(Source data)
BEGIN

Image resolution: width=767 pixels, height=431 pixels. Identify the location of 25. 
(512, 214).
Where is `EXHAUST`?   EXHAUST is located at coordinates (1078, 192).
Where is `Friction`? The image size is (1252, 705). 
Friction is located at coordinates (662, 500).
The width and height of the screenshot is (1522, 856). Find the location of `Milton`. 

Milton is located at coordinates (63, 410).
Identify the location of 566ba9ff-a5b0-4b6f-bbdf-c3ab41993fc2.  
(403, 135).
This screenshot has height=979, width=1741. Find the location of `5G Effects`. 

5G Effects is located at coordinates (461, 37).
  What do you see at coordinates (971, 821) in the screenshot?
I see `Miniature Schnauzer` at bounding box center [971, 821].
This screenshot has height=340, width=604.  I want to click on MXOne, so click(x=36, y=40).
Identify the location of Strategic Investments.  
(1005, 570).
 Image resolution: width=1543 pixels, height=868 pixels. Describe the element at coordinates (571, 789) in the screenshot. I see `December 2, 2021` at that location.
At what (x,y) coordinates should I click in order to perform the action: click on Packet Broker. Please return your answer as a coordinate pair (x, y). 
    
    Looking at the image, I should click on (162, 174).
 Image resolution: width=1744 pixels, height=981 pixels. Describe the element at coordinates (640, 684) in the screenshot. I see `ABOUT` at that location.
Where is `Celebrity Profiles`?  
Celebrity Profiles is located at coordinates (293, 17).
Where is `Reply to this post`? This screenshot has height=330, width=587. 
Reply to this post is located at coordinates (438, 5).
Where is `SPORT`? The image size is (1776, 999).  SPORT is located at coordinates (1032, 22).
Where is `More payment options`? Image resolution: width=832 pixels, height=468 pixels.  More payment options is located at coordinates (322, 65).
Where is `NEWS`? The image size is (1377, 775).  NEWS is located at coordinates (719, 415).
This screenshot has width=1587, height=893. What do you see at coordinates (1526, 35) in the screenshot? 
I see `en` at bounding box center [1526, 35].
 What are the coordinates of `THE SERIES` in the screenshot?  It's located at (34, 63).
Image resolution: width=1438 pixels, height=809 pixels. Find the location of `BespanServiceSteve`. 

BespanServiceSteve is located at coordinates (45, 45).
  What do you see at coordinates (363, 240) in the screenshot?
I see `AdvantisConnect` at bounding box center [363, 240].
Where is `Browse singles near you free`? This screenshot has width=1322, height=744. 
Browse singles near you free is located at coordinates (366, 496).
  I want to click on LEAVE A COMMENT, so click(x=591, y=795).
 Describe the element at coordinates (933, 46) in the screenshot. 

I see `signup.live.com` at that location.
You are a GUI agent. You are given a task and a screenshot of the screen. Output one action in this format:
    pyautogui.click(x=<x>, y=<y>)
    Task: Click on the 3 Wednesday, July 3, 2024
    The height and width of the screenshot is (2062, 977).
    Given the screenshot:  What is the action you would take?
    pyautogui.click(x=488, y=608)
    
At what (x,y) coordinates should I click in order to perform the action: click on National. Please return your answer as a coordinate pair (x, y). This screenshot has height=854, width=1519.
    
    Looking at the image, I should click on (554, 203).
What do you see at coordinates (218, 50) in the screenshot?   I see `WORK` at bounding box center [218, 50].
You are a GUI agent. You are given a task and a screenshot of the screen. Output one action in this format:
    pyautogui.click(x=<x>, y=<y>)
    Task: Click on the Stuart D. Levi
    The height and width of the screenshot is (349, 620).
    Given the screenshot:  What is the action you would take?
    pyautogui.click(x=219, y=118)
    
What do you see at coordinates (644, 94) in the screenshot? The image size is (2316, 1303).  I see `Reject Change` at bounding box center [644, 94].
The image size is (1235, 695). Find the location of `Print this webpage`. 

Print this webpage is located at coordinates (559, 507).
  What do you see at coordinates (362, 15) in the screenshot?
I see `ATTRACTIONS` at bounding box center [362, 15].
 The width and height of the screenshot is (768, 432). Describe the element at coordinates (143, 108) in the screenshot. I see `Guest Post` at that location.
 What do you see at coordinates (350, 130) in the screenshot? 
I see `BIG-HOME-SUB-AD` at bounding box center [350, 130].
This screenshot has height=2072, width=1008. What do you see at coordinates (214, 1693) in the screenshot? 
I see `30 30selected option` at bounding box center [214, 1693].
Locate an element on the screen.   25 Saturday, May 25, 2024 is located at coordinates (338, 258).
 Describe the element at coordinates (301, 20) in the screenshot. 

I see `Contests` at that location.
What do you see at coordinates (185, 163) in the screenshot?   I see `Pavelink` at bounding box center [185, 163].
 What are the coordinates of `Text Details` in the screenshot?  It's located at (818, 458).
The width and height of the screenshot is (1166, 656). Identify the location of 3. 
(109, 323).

END

#### Activity:
Retype the records exactly.

#### The completed task:
Image resolution: width=767 pixels, height=431 pixels. Identify the location of 25. 
(512, 214).
Where is `EXHAUST`?   EXHAUST is located at coordinates (1078, 192).
Where is `Friction`? The image size is (1252, 705). 
Friction is located at coordinates (662, 500).
The width and height of the screenshot is (1522, 856). Find the location of `Milton`. 

Milton is located at coordinates (63, 410).
Identify the location of 566ba9ff-a5b0-4b6f-bbdf-c3ab41993fc2.  
(403, 135).
This screenshot has height=979, width=1741. Find the location of `5G Effects`. 

5G Effects is located at coordinates (461, 37).
  What do you see at coordinates (971, 821) in the screenshot?
I see `Miniature Schnauzer` at bounding box center [971, 821].
This screenshot has height=340, width=604.  I want to click on MXOne, so click(x=36, y=40).
Identify the location of Strategic Investments.  
(1005, 570).
 Image resolution: width=1543 pixels, height=868 pixels. Describe the element at coordinates (571, 789) in the screenshot. I see `December 2, 2021` at that location.
At what (x,y) coordinates should I click in order to perform the action: click on Packet Broker. Please return your answer as a coordinate pair (x, y). 
    
    Looking at the image, I should click on (162, 174).
 Image resolution: width=1744 pixels, height=981 pixels. Describe the element at coordinates (640, 684) in the screenshot. I see `ABOUT` at that location.
Where is `Celebrity Profiles`?  
Celebrity Profiles is located at coordinates (293, 17).
Where is `Reply to this post`? This screenshot has height=330, width=587. 
Reply to this post is located at coordinates (438, 5).
Where is `SPORT`? The image size is (1776, 999).  SPORT is located at coordinates (1032, 22).
Where is `More payment options`? Image resolution: width=832 pixels, height=468 pixels.  More payment options is located at coordinates (322, 65).
Where is `NEWS`? The image size is (1377, 775).  NEWS is located at coordinates (719, 415).
This screenshot has width=1587, height=893. What do you see at coordinates (1526, 35) in the screenshot? 
I see `en` at bounding box center [1526, 35].
 What are the coordinates of `THE SERIES` in the screenshot?  It's located at (34, 63).
Image resolution: width=1438 pixels, height=809 pixels. Find the location of `BespanServiceSteve`. 

BespanServiceSteve is located at coordinates (45, 45).
  What do you see at coordinates (363, 240) in the screenshot?
I see `AdvantisConnect` at bounding box center [363, 240].
Where is `Browse singles near you free`? This screenshot has width=1322, height=744. 
Browse singles near you free is located at coordinates (366, 496).
  I want to click on LEAVE A COMMENT, so click(x=591, y=795).
 Describe the element at coordinates (933, 46) in the screenshot. 

I see `signup.live.com` at that location.
You are a GUI agent. You are given a task and a screenshot of the screen. Output one action in this format:
    pyautogui.click(x=<x>, y=<y>)
    Task: Click on the 3 Wednesday, July 3, 2024
    The height and width of the screenshot is (2062, 977).
    Given the screenshot:  What is the action you would take?
    pyautogui.click(x=488, y=608)
    
At what (x,y) coordinates should I click in order to perform the action: click on National. Please return your answer as a coordinate pair (x, y). This screenshot has height=854, width=1519.
    
    Looking at the image, I should click on (554, 203).
What do you see at coordinates (218, 50) in the screenshot?   I see `WORK` at bounding box center [218, 50].
You are a GUI agent. You are given a task and a screenshot of the screen. Output one action in this format:
    pyautogui.click(x=<x>, y=<y>)
    Task: Click on the Stuart D. Levi
    The height and width of the screenshot is (349, 620).
    Given the screenshot:  What is the action you would take?
    pyautogui.click(x=219, y=118)
    
What do you see at coordinates (644, 94) in the screenshot? The image size is (2316, 1303).  I see `Reject Change` at bounding box center [644, 94].
The image size is (1235, 695). Find the location of `Print this webpage`. 

Print this webpage is located at coordinates (559, 507).
  What do you see at coordinates (362, 15) in the screenshot?
I see `ATTRACTIONS` at bounding box center [362, 15].
 The width and height of the screenshot is (768, 432). Describe the element at coordinates (143, 108) in the screenshot. I see `Guest Post` at that location.
 What do you see at coordinates (350, 130) in the screenshot? 
I see `BIG-HOME-SUB-AD` at bounding box center [350, 130].
This screenshot has height=2072, width=1008. What do you see at coordinates (214, 1693) in the screenshot? 
I see `30 30selected option` at bounding box center [214, 1693].
Locate an element on the screen.   25 Saturday, May 25, 2024 is located at coordinates (338, 258).
 Describe the element at coordinates (301, 20) in the screenshot. 

I see `Contests` at that location.
What do you see at coordinates (185, 163) in the screenshot?   I see `Pavelink` at bounding box center [185, 163].
 What are the coordinates of `Text Details` in the screenshot?  It's located at (818, 458).
The width and height of the screenshot is (1166, 656). Identify the location of 3. 
(109, 323).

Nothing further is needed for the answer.